St. Jude Children Research Hospital

Beside helping those dealing with cancer and their caregivers, I hope to help children dealing with cancer by having you hopefully donate to their care and future cures by donating to stjude.org

Monday, December 5, 2011

Continuing my story.....I woke up in the middle of the night, throwing up and feeling miserable...assumed I had a stomach virus. In the morning, I went to work without eating since anything I ate came right back out. After getting the boys out to school from my job (group home), I did the paperwork necessary and went home early to sleep it off, but by the late afternoon I was not better. I made an appointment with my doctor and went there with my wife. Bryan stayed home doing his homework.

The doctor was quick to diagnoses that something was blocking my intestines. After a stool test where it came back positive for blood, he admitted me to the hospital. When the Barium drink they gave me did not go through for the CAT scan to show anything, I was admitted. My boss had been admitted early for her pregnancy and was due any minute. I was concern that with both in the hospital who was going to run the facility.

Starting December 23, 2008, I spend 19 days in the hospital. I have documented each day in a journal which I did during the months of recovery at home just to keep the experience clear. I promise that one day I will post the journal, all 20 plus pages, for those who may be interested. For now, a quick summery.

It took until December 29 for the Barium to flush out of my system so that the doctor could repeat it by doing a series of x-rays to observe where the obstruction was located. During all this time, I was on no fluid or food restrictions and my weight dropped rapidly. By the time I left the hospital at the end of the 19 days, I lost about 35 pounds!

On December 30, I had a colonoscopy done to see what was the obstruction since now the knew where was the location. The night before as I walked the hospital halls with my wife, I had a bad feeling that it was cancer and told my wife. She tried to change the topic and stick to a simpler problem that it was a polyp or trapped food in the colon. However, I was right and it did turn out to be colon cancer but we were not aware how bad yet. Surgery was scheduled for the next day.

So, as everyone else was getting ready to celebrate the new year, I was being taken to the operation room where they took out a baseball size tumor from the colon, a large section of the colon with the appendix, 21 lymph nodes which 2 had cancer, and a biopsies of the liver which had 3 small tumors.
When I woke up in excruciating pain, I knew that it was bad, stage 4 colon cancer. Again, I will omit the details for the rest of my stay at the hospital and defer to the journal once I post it.

In the middle of January, I went back to surgery to place the port on my left shoulder for future chemotherapy. I started aggressive chemo in February 2009 for six months, 12 sessions very two weeks. It sucked!!!!!!!!!!! Best way to describe the feeling is to tell you to put your brain in a bucket of bleach and maybe you may come close to chemo.

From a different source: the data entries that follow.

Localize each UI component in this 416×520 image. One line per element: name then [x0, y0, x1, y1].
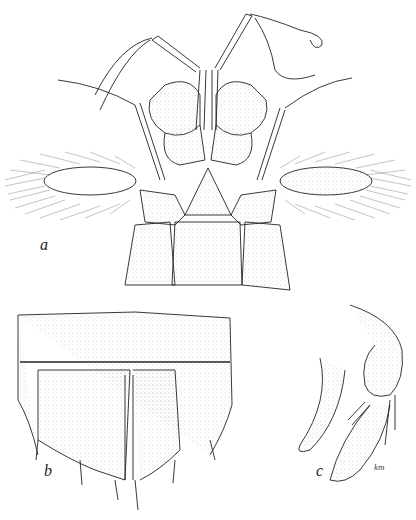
panel-label-b: b	[44, 462, 52, 480]
illustration-drawing	[0, 0, 416, 520]
panel-c-drawing	[299, 305, 403, 481]
panel-b-drawing	[18, 312, 232, 510]
panel-label-c: c	[316, 462, 323, 480]
panel-a-drawing	[5, 14, 411, 290]
panel-label-a: a	[40, 236, 48, 254]
scientific-illustration: a b c km	[0, 0, 416, 520]
artist-signature: km	[374, 462, 385, 472]
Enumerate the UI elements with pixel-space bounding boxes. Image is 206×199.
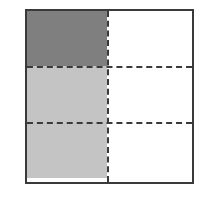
row-divider-2: [27, 122, 192, 124]
cell-r2-c1-light: [27, 66, 107, 122]
cell-r3-c2-blank: [108, 123, 192, 182]
cell-r2-c2-blank: [108, 67, 192, 122]
fraction-rectangle: [25, 9, 194, 184]
cell-r3-c1-light: [27, 122, 107, 178]
column-divider: [107, 11, 109, 182]
cell-r1-c1-dark: [27, 11, 107, 66]
row-divider-1: [27, 66, 192, 68]
cell-r1-c2-blank: [108, 11, 192, 66]
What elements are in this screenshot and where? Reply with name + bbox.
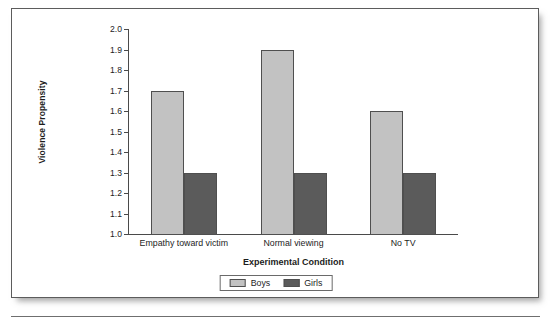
page-bottom-rule [11, 316, 540, 317]
legend-swatch-icon-boys [230, 279, 246, 287]
bar-girls-1 [294, 173, 327, 236]
figure-page: Violence Propensity 1.01.11.21.31.41.51.… [0, 0, 551, 328]
x-axis-tick-label-group: Empathy toward victimNormal viewingNo TV [129, 238, 458, 254]
x-axis-tick-label: No TV [391, 238, 416, 248]
y-axis-tick-label: 1.7 [96, 86, 122, 96]
x-axis-tick-label: Normal viewing [263, 238, 323, 248]
chart-figure-panel: Violence Propensity 1.01.11.21.31.41.51.… [11, 8, 539, 298]
y-axis-tick-label: 1.8 [96, 65, 122, 75]
bar-boys-0 [151, 91, 184, 236]
y-axis-tick-label: 1.0 [96, 229, 122, 239]
bar-girls-2 [403, 173, 436, 236]
y-axis-tick-label-group: 1.01.11.21.31.41.51.61.71.81.92.0 [96, 29, 122, 234]
legend-swatch-icon-girls [283, 279, 299, 287]
y-axis-tick-label: 1.2 [96, 188, 122, 198]
bar-girls-0 [184, 173, 217, 236]
y-axis-tick-label: 1.5 [96, 127, 122, 137]
y-axis-tick-label: 1.1 [96, 209, 122, 219]
legend-label: Girls [304, 278, 322, 288]
x-axis-tick-label: Empathy toward victim [140, 238, 228, 248]
y-axis-tick-label: 1.4 [96, 147, 122, 157]
bar-boys-1 [261, 50, 294, 236]
y-axis-tick-label: 2.0 [96, 24, 122, 34]
y-axis-tick-label: 1.9 [96, 45, 122, 55]
y-axis-tick-label: 1.6 [96, 106, 122, 116]
y-axis-tick-label: 1.3 [96, 168, 122, 178]
legend-entry-girls[interactable]: Girls [283, 278, 322, 288]
legend-entry-boys[interactable]: Boys [230, 278, 271, 288]
x-axis-title: Experimental Condition [129, 257, 458, 267]
chart-legend: BoysGirls [220, 275, 333, 291]
legend-label: Boys [251, 278, 271, 288]
y-axis-title: Violence Propensity [37, 47, 47, 197]
bar-boys-2 [370, 111, 403, 235]
bar-group-layer [129, 29, 458, 235]
plot-area: Violence Propensity 1.01.11.21.31.41.51.… [12, 9, 540, 299]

I returned to work after 4 months and completed my chemo rounds by July 2009. Then, just as I was feeling better, I had the surgery on the liver to remove the 3 tumor in August 2009. I was cancer-free. In September 2009, I started six months of chemo pills as precaution with Avastin treatment every 3 weeks. I remained cancer-free. I completed the pills in March 2010. However, four months of the chemo the cancer returned, three new tumors on my liver which were detected in September 2010.

During my cancer, a dear friend was also diagnosed with stage 3 cancer. She went through similar events of treatment and was cancer-free as I was. Then her cancer returned in August 2010 while my was detected a month later. After some delays with insurance issues, I was operated in November 2010 and was once again considered cancer-free. However, my friend died in early November. I could not understand why I was cured and she died. It hit me hard. I cried for a long time.

In December 2010, I started aggressive chemo with different type of medication but just as bad. I hate chemo!!!! I remained cancer-free while on chemo. Once it was stopped, it returned four months later in the liver again. This time one tumor, November 2011.

I just had an ablation procedure at RWJ Hospital to burn the tumor. Although easier and quicker to recover from than surgery, it still hurts! I am again cancer-free but for how long?

At work, they call me superman since I recover quickly for the treatments and kept my weight. Most people would not have guessed what I have been through by looking at me since I do not look like the typical cancer patient. I do look healthy and strong, but each treatment takes it toll of me. I do try keeping positive and have lots of support from friends and family but it sucks. The worse is the waiting for the next scan, anticipating that it going to return and the nightmare start again. I hope this will be the last. I have an appointment with my oncologist this week, hopefully no more chemo, at least for now.

I figure that there must be a reason why I am still live........for the life of me, I do not know why. With this blog, I hope, one, to express my frustration/feelings and, two, maybe connect with others sharing similar experience and help them through it. I hope to explain it in more detail, my experience and how it has affected me and, more, how it has affected my love ones (my care-givers).